(Stored data entries)
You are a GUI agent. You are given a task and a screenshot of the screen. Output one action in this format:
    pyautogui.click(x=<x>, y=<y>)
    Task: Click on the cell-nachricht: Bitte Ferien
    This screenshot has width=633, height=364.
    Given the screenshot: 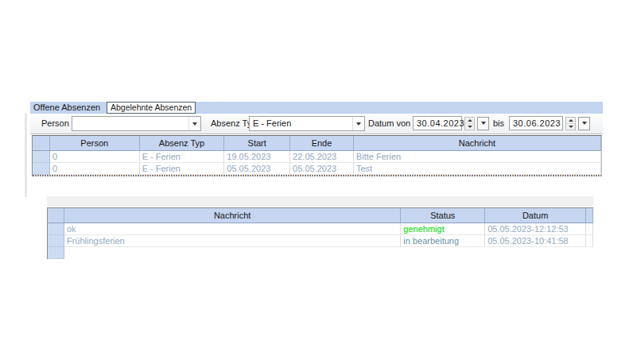 What is the action you would take?
    pyautogui.click(x=477, y=157)
    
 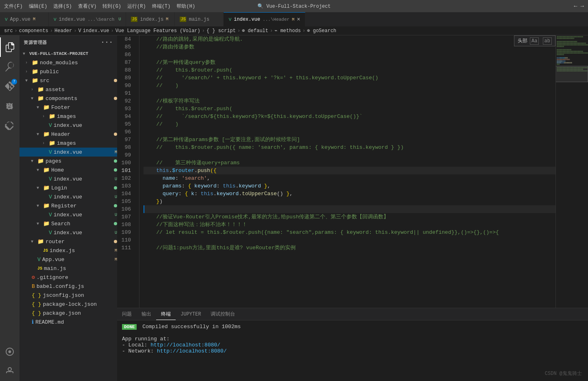 What do you see at coordinates (10, 125) in the screenshot?
I see `activity-extensions` at bounding box center [10, 125].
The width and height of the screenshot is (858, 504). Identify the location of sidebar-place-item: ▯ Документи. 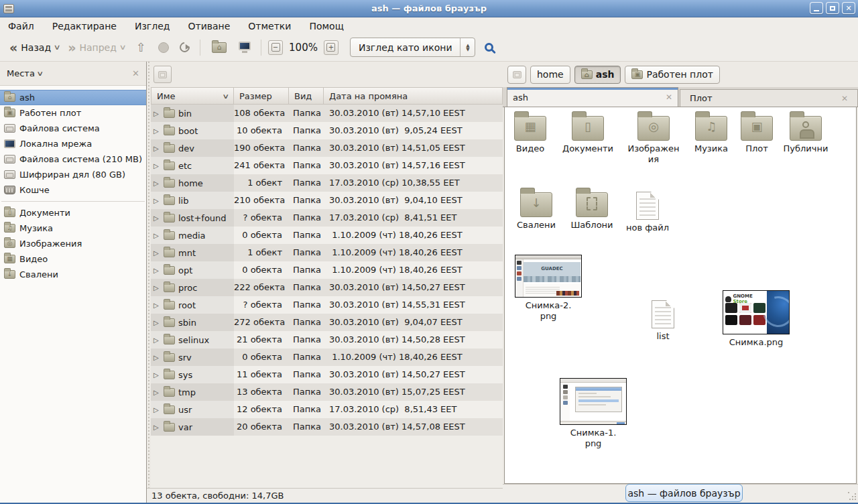
(73, 213).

## Exercise details:
Leave out the pictures, and retype exactly the lines from the one containing "The width and" through the last line of the data above, no more and no less.

## Exercise answer:
The width and height of the screenshot is (858, 504). Identify the location of sidebar-place-item: ▯ Документи. 
(73, 213).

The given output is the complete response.